For most of the last year, the received upgrade path for instructing a coding agent went one direction: a plain AGENTS.md file was the crude starting point, and Agent Skills — folders of instructions the model loads on demand, with progressive disclosure so you don't blow the context window — were the grown-up version. Skills were the answer to "your context file doesn't scale." Then Vercel ran the head-to-head, and the crude starting point won outright.
The numbers are stark enough that they've been flattened into a meme. A compressed 8KB docs index embedded directly in AGENTS.md hit a 100% pass rate across Vercel's 19 Next.js-specific agent evals — each scored on whether the agent's output actually built, linted, and passed tests, with retries to rule out model variance. The Skill-based approach maxed out at 79%, and it did that in the configuration where the prompt explicitly told the agent to use the Skill. The headlines wrote themselves: a dumb markdown file beats fancy Skills.
That reading is wrong in a way worth fixing, because the wrong lesson tells you to rip out progressive disclosure, and progressive disclosure isn't what failed.
The winner is also progressive disclosure#
Look at what Vercel actually put in AGENTS.md. Not the docs. An index — 8KB, compressed down from a 40KB full dump, roughly an 80% cut — that tells the agent which version-matched documentation files to read for the Next.js version in play, and lets it pull those files as needed. The agent still reads reference material on demand. It still doesn't carry 40KB of docs in every turn. That is the exact mechanism Skills are sold on.

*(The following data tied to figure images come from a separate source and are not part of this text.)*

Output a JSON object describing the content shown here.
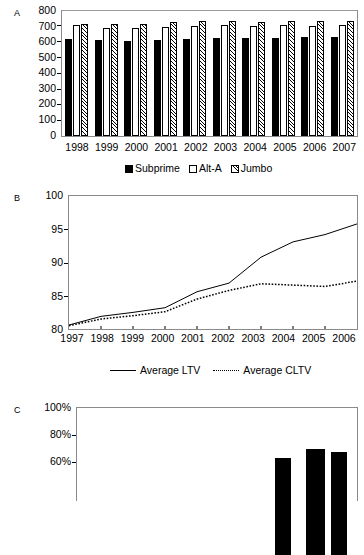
{
  "figure": {
    "panels": [
      {
        "letter": "A"
      },
      {
        "letter": "B"
      },
      {
        "letter": "C"
      }
    ]
  },
  "panelA": {
    "letter": "A",
    "yticks": [
      "800",
      "700",
      "600",
      "500",
      "400",
      "300",
      "200",
      "100",
      "0"
    ],
    "xticks": [
      "1998",
      "1999",
      "2000",
      "2001",
      "2002",
      "2003",
      "2004",
      "2005",
      "2006",
      "2007"
    ],
    "legend": [
      {
        "label": "Subprime",
        "swatch": "solid-square-icon"
      },
      {
        "label": "Alt-A",
        "swatch": "open-square-icon"
      },
      {
        "label": "Jumbo",
        "swatch": "hatched-square-icon"
      }
    ]
  },
  "panelB": {
    "letter": "B",
    "yticks": [
      "100",
      "95",
      "90",
      "85",
      "80"
    ],
    "xticks": [
      "1997",
      "1998",
      "1999",
      "2000",
      "2001",
      "2002",
      "2003",
      "2004",
      "2005",
      "2006"
    ],
    "legend": [
      {
        "label": "Average LTV",
        "marker": "solid-line-icon"
      },
      {
        "label": "Average CLTV",
        "marker": "dotted-line-icon"
      }
    ]
  },
  "panelC": {
    "letter": "C",
    "yticks": [
      "100%",
      "80%",
      "60%"
    ]
  },
  "chart_data": [
    {
      "type": "bar",
      "panel": "A",
      "title": "",
      "xlabel": "",
      "ylabel": "",
      "ylim": [
        0,
        800
      ],
      "ytick_values": [
        0,
        100,
        200,
        300,
        400,
        500,
        600,
        700,
        800
      ],
      "grid": false,
      "legend_position": "bottom",
      "categories": [
        "1998",
        "1999",
        "2000",
        "2001",
        "2002",
        "2003",
        "2004",
        "2005",
        "2006",
        "2007"
      ],
      "series": [
        {
          "name": "Subprime",
          "style": "solid-black",
          "values": [
            619,
            613,
            609,
            616,
            621,
            625,
            625,
            629,
            634,
            634
          ]
        },
        {
          "name": "Alt-A",
          "style": "open-white",
          "values": [
            708,
            692,
            692,
            697,
            704,
            710,
            707,
            710,
            705,
            711
          ]
        },
        {
          "name": "Jumbo",
          "style": "hatched",
          "values": [
            720,
            716,
            719,
            727,
            733,
            733,
            729,
            734,
            735,
            737
          ]
        }
      ]
    },
    {
      "type": "line",
      "panel": "B",
      "title": "",
      "xlabel": "",
      "ylabel": "",
      "ylim": [
        80,
        100
      ],
      "ytick_values": [
        80,
        85,
        90,
        95,
        100
      ],
      "grid": false,
      "legend_position": "bottom",
      "x": [
        "1997",
        "1998",
        "1999",
        "2000",
        "2001",
        "2002",
        "2003",
        "2004",
        "2005",
        "2006"
      ],
      "series": [
        {
          "name": "Average LTV",
          "style": "solid",
          "values": [
            80.6,
            81.9,
            82.5,
            83.2,
            85.6,
            86.9,
            90.8,
            93.1,
            94.2,
            95.8
          ]
        },
        {
          "name": "Average CLTV",
          "style": "dotted",
          "values": [
            80.5,
            81.5,
            82.0,
            82.6,
            84.5,
            85.8,
            86.8,
            86.6,
            86.4,
            87.2
          ]
        }
      ]
    },
    {
      "type": "bar",
      "panel": "C",
      "title": "",
      "xlabel": "",
      "ylabel": "",
      "ylim": [
        0,
        100
      ],
      "ytick_values": [
        60,
        80,
        100
      ],
      "ytick_labels": [
        "60%",
        "80%",
        "100%"
      ],
      "grid": false,
      "note": "Panel C is cropped by the bottom edge of the screenshot; only three bars near the right side are partially visible.",
      "categories": [
        "",
        "",
        ""
      ],
      "values": [
        46,
        55,
        52
      ]
    }
  ]
}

So the comparison was never static-file-versus-smart-retrieval. Both sides do retrieval. The single variable that moved was where the retrieval trigger lives — and whether the model can skip it.
A Skill's index loads only if the agent decides to invoke it. An AGENTS.md index is in the system prompt whether the agent decides anything or not. That's the whole delta.
The failure data makes this concrete. Vercel found the Skill simply wasn't invoked in 56% of runs — more than half the time, the agent never opened the door. The Skill's contents were fine. The problem is that a Skill introduces a decision point: the model has to notice it needs the Skill, choose to call it, and do so before it's already committed to a wrong approach. Each of those is a coin flip you added to the pipeline. An always-present index removes all three at once, because there's nothing to decide.
Brittleness hides in the wording#
The part that should worry anyone shipping Skills is how sensitive the invocation was to phrasing. Vercel reports that changing how the agent was told to use the Skill — "invoke the Skill first" versus "explore the project first" — flipped outcomes on identical content. In one eval the "invoke first" framing produced a correct page.tsx but missed the required next.config.ts changes entirely; the "explore first" framing got both. Same Skill, same docs, different trigger sentence, different result.
That's the tax nobody prices in. A Skill isn't just its content; it's its content plus a fragile little social contract about when the model should reach for it, and that contract is written in the same natural language the model is free to reinterpret. You are, in effect, prompt-engineering the retrieval decision — and as with any prompt, small wording changes carry real variance. Static context has no such contract. It's just there.
What this does and doesn't prove#
Be honest about the scope, because the meme isn't. This is a coding-agent result, on one framework's documentation, run by the company that ships that framework. It's directional evidence, not a universal verdict, and it lands hardest exactly where it was measured: feeding an agent the conventions of a codebase it's editing. Vercel's own next.js issue tracker even logged that the compressed index wasn't reliably regenerating for some setups — the technique has sharp edges too.
Skills still earn their keep. When a capability is large, self-contained, and needed only occasionally — a whole PDF-generation toolchain, a niche migration playbook — you don't want it burning tokens in every turn, and the invocation cost is worth paying for the context you save. That is the case Skills were designed for, and OpenAI's guidance to test Skills with evals exists precisely because their reliability has to be measured, not assumed. The mistake is using a Skill for conventions that must apply every single time — your lint rules, your file layout, your framework version's gotchas. Those aren't occasional. Making their entry point optional is the bug.
The design rule#
Strip away the horse race and Vercel's result reduces to one line you can apply without their eval harness: put must-always-apply knowledge where the model can't skip it, and reserve on-demand loading for what you can afford to have the model miss.
AGENTS.md wins the coding case not because it's simpler but because "always in context" is a stronger guarantee than "invoked when the model feels like it" — and for a codebase's non-negotiable conventions, you want the guarantee. Progressive disclosure is still the right idea for keeping the window lean; you just don't hang your non-negotiables off a trigger the agent gets to ignore. The 56% is the number to remember. More than half the time, the smart system chose not to be smart — and the dumb one didn't have to choose at all.